Increased public awareness of the importance of healthy living
presents new challenges for the commercial food processing sector.
The industry is always on the hunt for novel and safe additives
with functional properties that can be used to impart healthy and
appealing properties to foods. While the ocean is known as a
conventional source of fish proteins and lipids, it is yet to be
tapped as a source of polysaccharides. A clear exposition on how
these resources can be developed, Marine Polysaccharides: Food
Applications compiles recent data on the food applications of
marine polysaccharides from such diverse sources as fishery
products, seaweeds, microalgae, microorganisms, and corals. The
book begins with discussions on the isolation of polysaccharides
from marine sources and their properties, particularly those
important from a food technology point of view. It then focuses on
the actual food applications of these compounds and concludes with
a brief examination of biomedical applications. The author presents
an overview of the general functional properties of
polysaccharides, including their structure; their hydration,
gelation, emulsification, and rheological properties; and
interactions among themselves and with other food components such
as proteins that are relevant to food processing. He then explores
the isolation and food-related properties of various marine
polysaccharides, use of these polysaccharides in food product and
biopackaging, recent developments in composite films and
nanotechnology, and safety and regulatory issues. While there are
many books available on polysaccharides, few address the
applications of marine polysaccharide food product development.
Written from a realistic, practical point of view avoiding
technical jargon, this book highlights the ocean not as a
conventional source of fish protein and lipids, but as a major
supplier of versatile carbohydrates that can have diverse food
applications.
This book is unique in that it brings forth the nature and
characteristics of 21st century Asian urbanization. It provides a
basic framework, particularly as it relates to the patterns,
characteristics and problems associated with urbanization. Urban
structural models are discussed in relation to their applicability
and non-applicability. It is of relevance to researchers and
students working in the fields of social geography, Asian studies,
urban economies, urban and regional planning and social issues.
This book examines the notions of ethics and equity in relation to
language and communication in intercultural relations. Although
these notions are often discussed, they are not always addressed
with regard to specifi c subjects. Much intercultural discourse and
dialogue in recent times has been coloured by the clash of
civilizations (as described by Samuel Huntington), terrorist
attacks such as 9/11, and the indelible effects which these events
have had on dealings between different peoples, cultures and
religions.
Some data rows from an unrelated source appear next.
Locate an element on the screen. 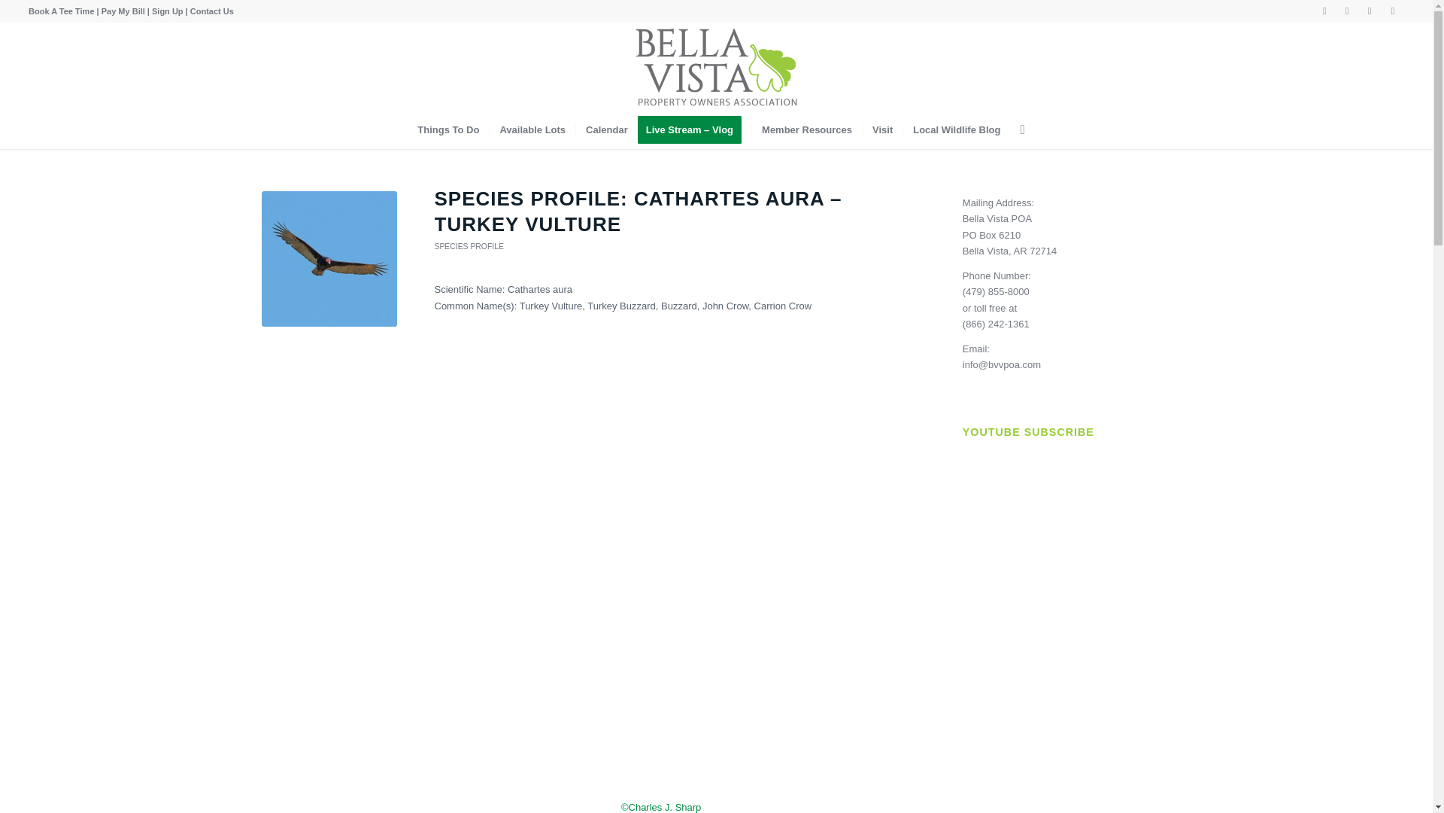 The image size is (1444, 813). Youtube is located at coordinates (1369, 11).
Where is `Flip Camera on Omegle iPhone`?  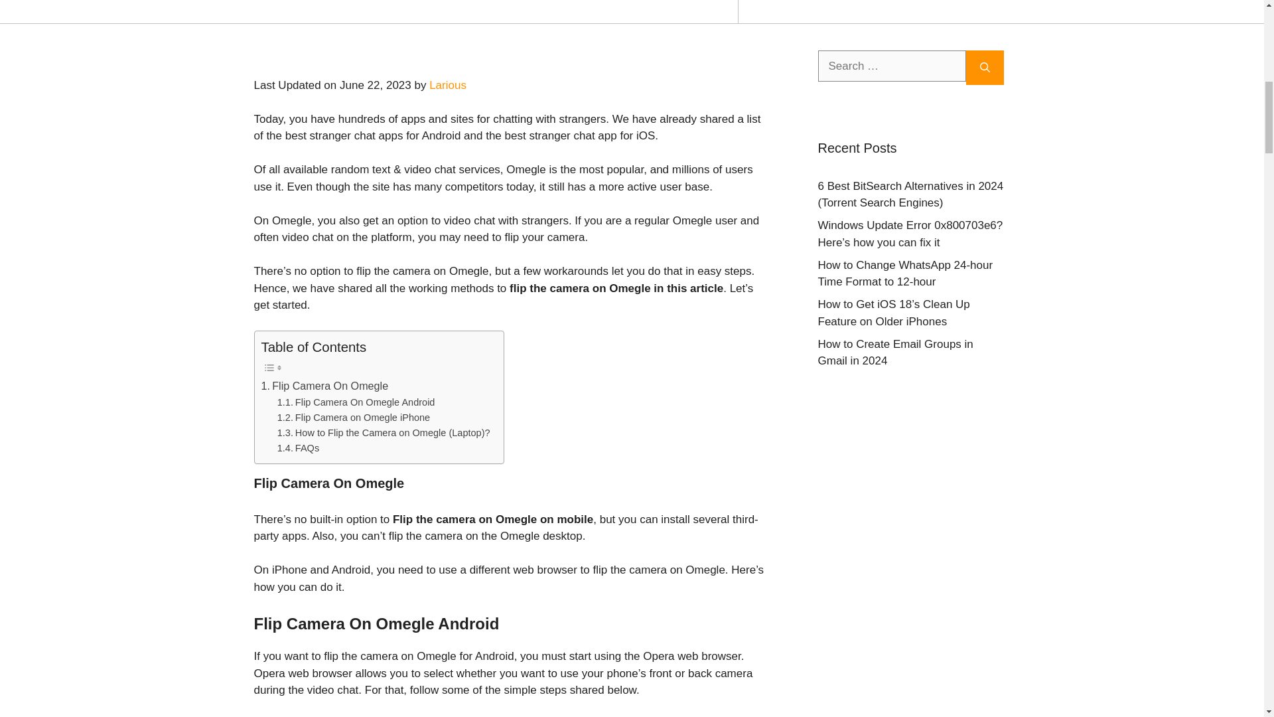 Flip Camera on Omegle iPhone is located at coordinates (354, 417).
This book discusses ethics and equity with regard to
marginalized and privileged minorities, victims of abuse and of
confl ict, researchers and practitioners, and language learners and
speaker/users. It opens up spaces for a critical discourse of
ethics and equity in language and intercultural communication as
'new' knowledge. This book was originally published as a special
issue of Language and Intercultural Communication.
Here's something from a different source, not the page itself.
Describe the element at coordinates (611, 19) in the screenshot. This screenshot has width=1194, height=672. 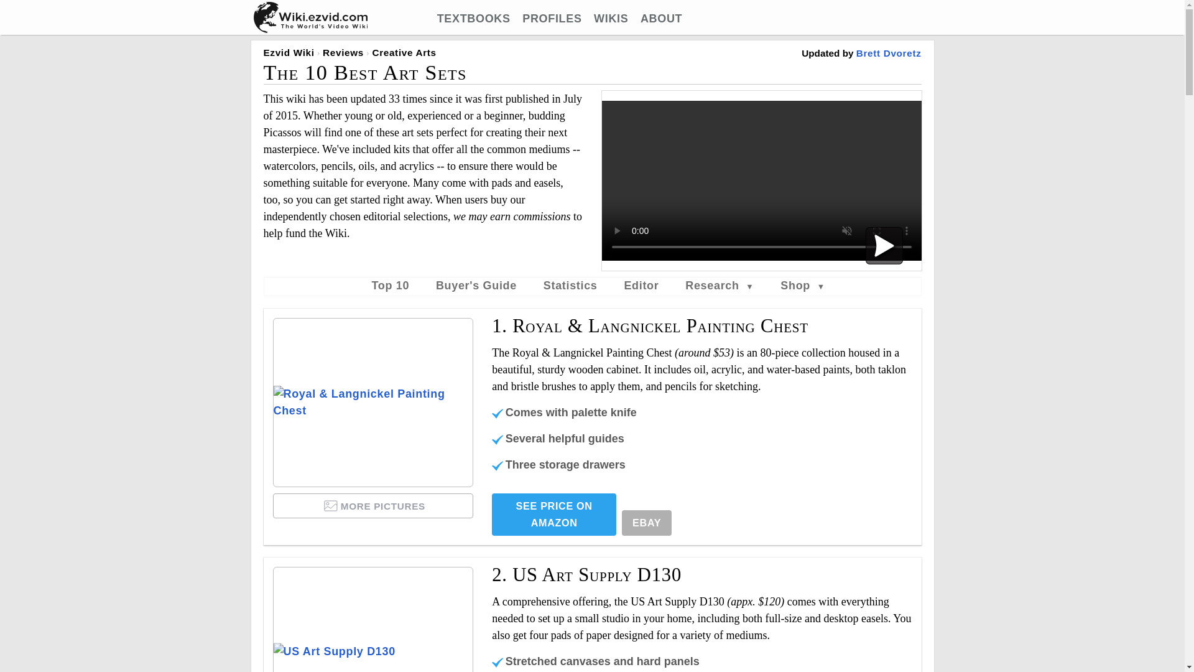
I see `WIKIS` at that location.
This book examines the notions of ethics and equity in relation to
language and communication in intercultural relations. Although
these notions are often discussed, they are not always addressed
with regard to specifi c subjects. Much intercultural discourse and
dialogue in recent times has been coloured by the clash of
civilizations (as described by Samuel Huntington), terrorist
attacks such as 9/11, and the indelible effects which these events
have had on dealings between different peoples, cultures and
religions. This book discusses ethics and equity with regard to
marginalized and privileged minorities, victims of abuse and of
confl ict, researchers and practitioners, and language learners and
speaker/users. It opens up spaces for a critical discourse of
ethics and equity in language and intercultural communication as
'new' knowledge. This book was originally published as a special
issue of Language and Intercultural Communication.